India imports half its crude and LNG through a waterway that is now closed. The oil basket reaction could be mixed.
The war in the Middle East has stopped being a headline risk for Indian energy investors. As of this week, it is a balance sheet event. US and Israeli strikes on Iran, followed by Iran’s closure of the Strait of Hormuz, have severed roughly 50% of India’s crude oil and LNG imports in the space of two days.
Brent has spiked above USD80 a barrel. Spot LNG prices have doubled week-on-week to USD25 per mmbtu. Diesel cracks have hit USD30-40 a barrel. Freight rates are climbing. Insurance coverage has been disrupted. The Middle East has been hit severely and companies operating here like L&T have been hit too.
The critical question for retail investors is whether the oil pack including ONGC, IOCL, BPCL, HPCL, GAIL or Petronet LNG is a moment to buy, hold, or quietly head for the exit? The answer is different for every one of these companies. Read on.
The Winners
If you own ONGC or Oil India, the war is, bluntly, good for your portfolio. These are companies that produce oil and sell it at global prices. When Brent goes up, their earnings go up in a near-linear fashion. Says Emkay Global, for every USD5 per barrel increase in Brent above USD70, ONGC and Oil India’s standalone EPS rises by 13% and 10% respectively. With Brent now above USD80, that is a meaningful earnings upgrade already baked in. Emkay has raised target prices on both — ONGC to Rs315 and Oil India to Rs550 — building in USD70 per barrel Brent for the long term. Both carry an Add rating.
The Complicated Middle
Indian Oil, BPCL and HPCL are harder to read, and that complexity is exactly what retail investors tend to underestimate in a crisis. On the surface, higher oil prices hurt refiners because their raw material — crude — gets more expensive. Diesel marketing margins have already turned sharply negative, at around minus Rs15 per litre currently, down from a healthy USD20-28 per barrel in the third quarter. That is a painful number. But says Emkay Global, OMCs are likely to see “better EBITDA quarter-on-quarter in Q4, on lag in RTP accounting, higher core GRMs, and potential inventory gains of USD5-6 per barrel” at current rates.
In plain English: they bought crude cheap before the war started, and that inventory is now worth significantly more. Emkay retains Buy on all three OMCs, trimming only HPCL’s target marginally to Rs520 to reflect greater marketing volatility.
The key risk is how long Hormuz stays shut — OMCs carry 30-35 days of crude stocks and 20-30 days of product inventory. Beyond that window, refining runs get cut and the inventory gains reverse into a supply crisis. Watch the timeline carefully.
The Qatar Problem
Petronet LNG is where the damage is most visible and most immediate. The Ras Laffan LNG liquefaction plant in Qatar — which supplies 7.5 mmtpa to Petronet under a long-term contract — has been shut down. Petronet has already declared force majeure.
LNG imports are down 50%. Dahej terminal utilisation could fall to 77% in the current quarter if the disruption lasts the full month. Emkay retains a Buy on Petronet with a target of Rs360, noting that the Ras Laffan plant is undamaged and can restart quickly, and that higher trading gains offer some offset. GAIL faces similar volume pressure and has already begun informing industrial customers of supply cuts.
Of course, much will depend on how fast the war gets resolved. Says Emkay Global, while “visibility on the direction of the conflict is low,” the firm believes “the criticality of Middle East energy flows to world markets would drive resolution of the crisis” — though it cautions that “a week or two may be required for complete normalisation.” That is the timeline every Indian energy investor needs to be watching right now.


## ACTIVITY
An exact transcription of the entries is required, with no images included.

## PROVIDED DATA
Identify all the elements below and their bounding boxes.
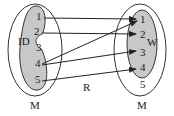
arrow-1-to-1 <box>44 18 136 19</box>
left-element-1: 1 <box>36 10 42 22</box>
right-element-3: 3 <box>140 46 146 58</box>
right-outer-label: M <box>137 99 147 111</box>
relation-diagram: 1 2 3 4 5 ID M 1 2 3 4 5 W M R <box>0 0 174 116</box>
right-element-4: 4 <box>140 61 146 73</box>
left-inner-label: ID <box>18 35 30 47</box>
relation-arrows <box>42 18 137 81</box>
left-outer-label: M <box>30 99 40 111</box>
arrow-2-to-2 <box>42 33 136 34</box>
left-inner-set-id <box>20 6 47 90</box>
right-inner-label: W <box>147 36 158 48</box>
left-element-4: 4 <box>35 57 41 69</box>
left-element-5: 5 <box>35 73 41 85</box>
left-element-3: 3 <box>36 41 42 53</box>
right-element-2: 2 <box>140 28 146 40</box>
relation-label: R <box>83 81 91 93</box>
right-element-5: 5 <box>140 78 146 90</box>
arrow-5-to-4 <box>42 69 136 81</box>
right-element-1: 1 <box>140 13 146 25</box>
left-element-2: 2 <box>34 25 40 37</box>
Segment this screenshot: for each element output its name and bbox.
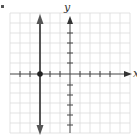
x-axis-label: x [133, 67, 137, 80]
y-axis-arrow-icon [67, 16, 73, 24]
y-axis-label: y [63, 1, 71, 14]
x-axis-arrow-icon [124, 71, 132, 77]
x-axis [10, 71, 132, 77]
coordinate-plane: y x [0, 0, 137, 140]
x-intercept-point [37, 71, 43, 77]
vertical-line-series [37, 14, 44, 135]
line-arrow-down-icon [37, 125, 44, 135]
line-arrow-up-icon [37, 14, 44, 24]
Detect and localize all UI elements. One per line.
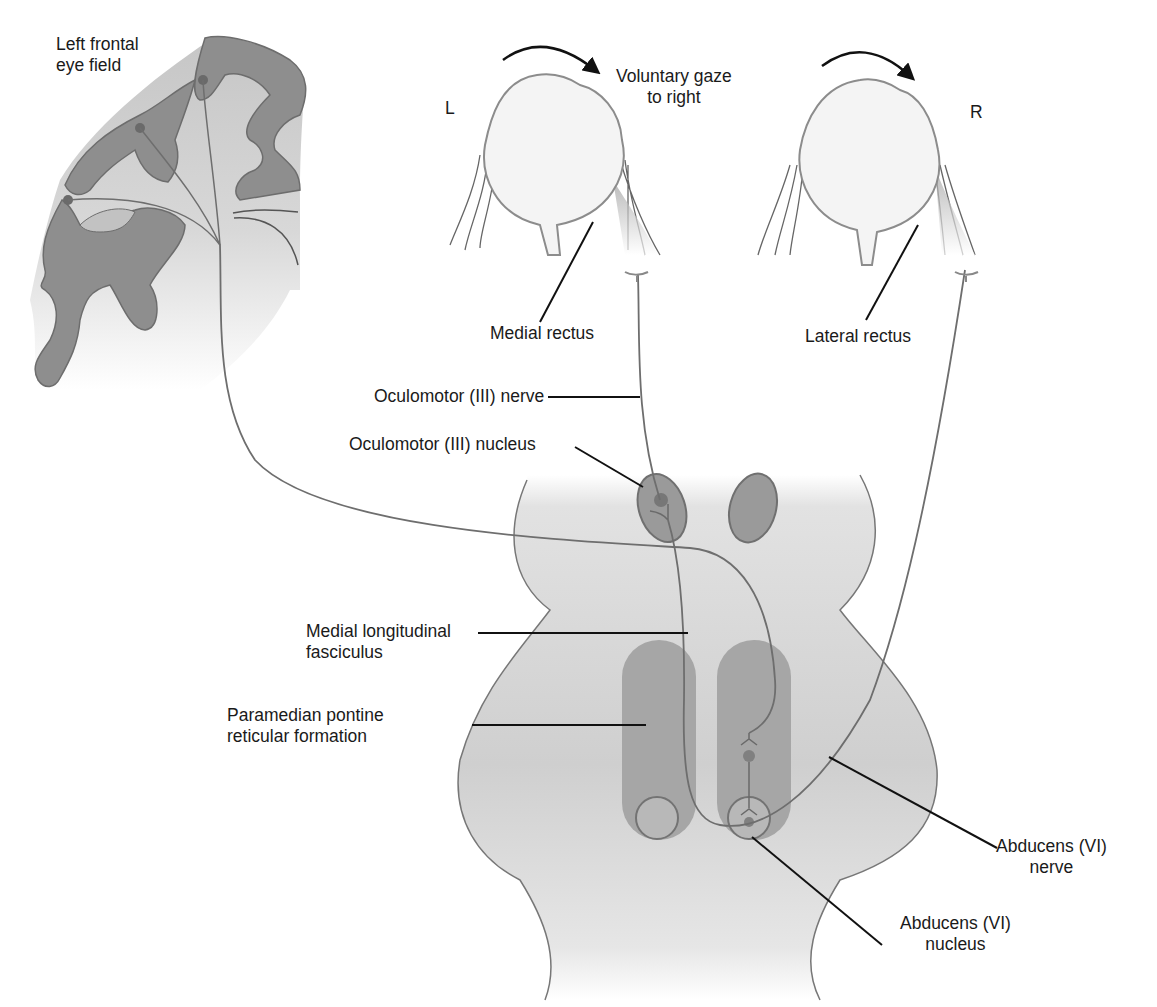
label-medial-rectus: Medial rectus bbox=[490, 323, 594, 344]
label-line: Paramedian pontine bbox=[227, 705, 384, 726]
label-oculomotor-nucleus: Oculomotor (III) nucleus bbox=[349, 434, 536, 455]
brainstem bbox=[458, 475, 937, 1000]
label-right-eye: R bbox=[970, 102, 983, 123]
label-line: fasciculus bbox=[306, 642, 451, 663]
gaze-arrow-left bbox=[503, 47, 595, 70]
label-voluntary-gaze: Voluntary gaze to right bbox=[616, 66, 732, 108]
label-abducens-nerve: Abducens (VI) nerve bbox=[996, 836, 1107, 878]
label-line: Left frontal bbox=[56, 34, 139, 55]
frontal-cortex bbox=[30, 37, 306, 390]
label-line: reticular formation bbox=[227, 726, 384, 747]
label-mlf: Medial longitudinal fasciculus bbox=[306, 621, 451, 663]
label-abducens-nucleus: Abducens (VI) nucleus bbox=[900, 913, 1011, 955]
gaze-pathway-diagram bbox=[0, 0, 1157, 1007]
label-line: nerve bbox=[996, 857, 1107, 878]
label-line: Voluntary gaze bbox=[616, 66, 732, 87]
label-left-eye: L bbox=[445, 98, 455, 119]
label-line: nucleus bbox=[900, 934, 1011, 955]
label-line: Abducens (VI) bbox=[900, 913, 1011, 934]
label-frontal-eye-field: Left frontal eye field bbox=[56, 34, 139, 76]
label-lateral-rectus: Lateral rectus bbox=[805, 326, 911, 347]
label-line: eye field bbox=[56, 55, 139, 76]
gaze-arrow-right bbox=[822, 52, 910, 76]
label-line: Medial longitudinal bbox=[306, 621, 451, 642]
label-line: to right bbox=[616, 87, 732, 108]
label-pprf: Paramedian pontine reticular formation bbox=[227, 705, 384, 747]
label-line: Abducens (VI) bbox=[996, 836, 1107, 857]
label-oculomotor-nerve: Oculomotor (III) nerve bbox=[374, 386, 544, 407]
right-eye bbox=[758, 79, 978, 282]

## RESULT OF THE EXERCISE
Identify all the elements below and their bounding boxes.
arrow-1-to-1 <box>44 18 136 19</box>
left-element-1: 1 <box>36 10 42 22</box>
right-element-3: 3 <box>140 46 146 58</box>
right-outer-label: M <box>137 99 147 111</box>
relation-diagram: 1 2 3 4 5 ID M 1 2 3 4 5 W M R <box>0 0 174 116</box>
right-element-4: 4 <box>140 61 146 73</box>
left-inner-label: ID <box>18 35 30 47</box>
relation-arrows <box>42 18 137 81</box>
left-outer-label: M <box>30 99 40 111</box>
arrow-2-to-2 <box>42 33 136 34</box>
left-inner-set-id <box>20 6 47 90</box>
right-inner-label: W <box>147 36 158 48</box>
left-element-4: 4 <box>35 57 41 69</box>
left-element-5: 5 <box>35 73 41 85</box>
left-element-3: 3 <box>36 41 42 53</box>
right-element-2: 2 <box>140 28 146 40</box>
relation-label: R <box>83 81 91 93</box>
right-element-5: 5 <box>140 78 146 90</box>
arrow-5-to-4 <box>42 69 136 81</box>
right-element-1: 1 <box>140 13 146 25</box>
left-element-2: 2 <box>34 25 40 37</box>
Segment this screenshot: for each element output its name and bbox.
x-axis-label: x [133, 67, 137, 80]
y-axis-arrow-icon [67, 16, 73, 24]
y-axis-label: y [63, 1, 71, 14]
x-axis-arrow-icon [124, 71, 132, 77]
x-axis [10, 71, 132, 77]
coordinate-plane: y x [0, 0, 137, 140]
x-intercept-point [37, 71, 43, 77]
vertical-line-series [37, 14, 44, 135]
line-arrow-down-icon [37, 125, 44, 135]
line-arrow-up-icon [37, 14, 44, 24]
Detect and localize all UI elements. One per line.
label-medial-rectus: Medial rectus bbox=[490, 323, 594, 344]
label-line: Paramedian pontine bbox=[227, 705, 384, 726]
label-oculomotor-nucleus: Oculomotor (III) nucleus bbox=[349, 434, 536, 455]
brainstem bbox=[458, 475, 937, 1000]
label-right-eye: R bbox=[970, 102, 983, 123]
label-line: fasciculus bbox=[306, 642, 451, 663]
gaze-arrow-left bbox=[503, 47, 595, 70]
label-voluntary-gaze: Voluntary gaze to right bbox=[616, 66, 732, 108]
label-abducens-nerve: Abducens (VI) nerve bbox=[996, 836, 1107, 878]
label-line: Left frontal bbox=[56, 34, 139, 55]
frontal-cortex bbox=[30, 37, 306, 390]
label-line: reticular formation bbox=[227, 726, 384, 747]
label-mlf: Medial longitudinal fasciculus bbox=[306, 621, 451, 663]
label-abducens-nucleus: Abducens (VI) nucleus bbox=[900, 913, 1011, 955]
gaze-pathway-diagram bbox=[0, 0, 1157, 1007]
label-line: nerve bbox=[996, 857, 1107, 878]
label-line: Voluntary gaze bbox=[616, 66, 732, 87]
label-left-eye: L bbox=[445, 98, 455, 119]
label-line: nucleus bbox=[900, 934, 1011, 955]
label-line: Abducens (VI) bbox=[900, 913, 1011, 934]
label-frontal-eye-field: Left frontal eye field bbox=[56, 34, 139, 76]
label-lateral-rectus: Lateral rectus bbox=[805, 326, 911, 347]
label-line: eye field bbox=[56, 55, 139, 76]
gaze-arrow-right bbox=[822, 52, 910, 76]
label-line: Medial longitudinal bbox=[306, 621, 451, 642]
label-line: to right bbox=[616, 87, 732, 108]
label-pprf: Paramedian pontine reticular formation bbox=[227, 705, 384, 747]
label-line: Abducens (VI) bbox=[996, 836, 1107, 857]
label-oculomotor-nerve: Oculomotor (III) nerve bbox=[374, 386, 544, 407]
right-eye bbox=[758, 79, 978, 282]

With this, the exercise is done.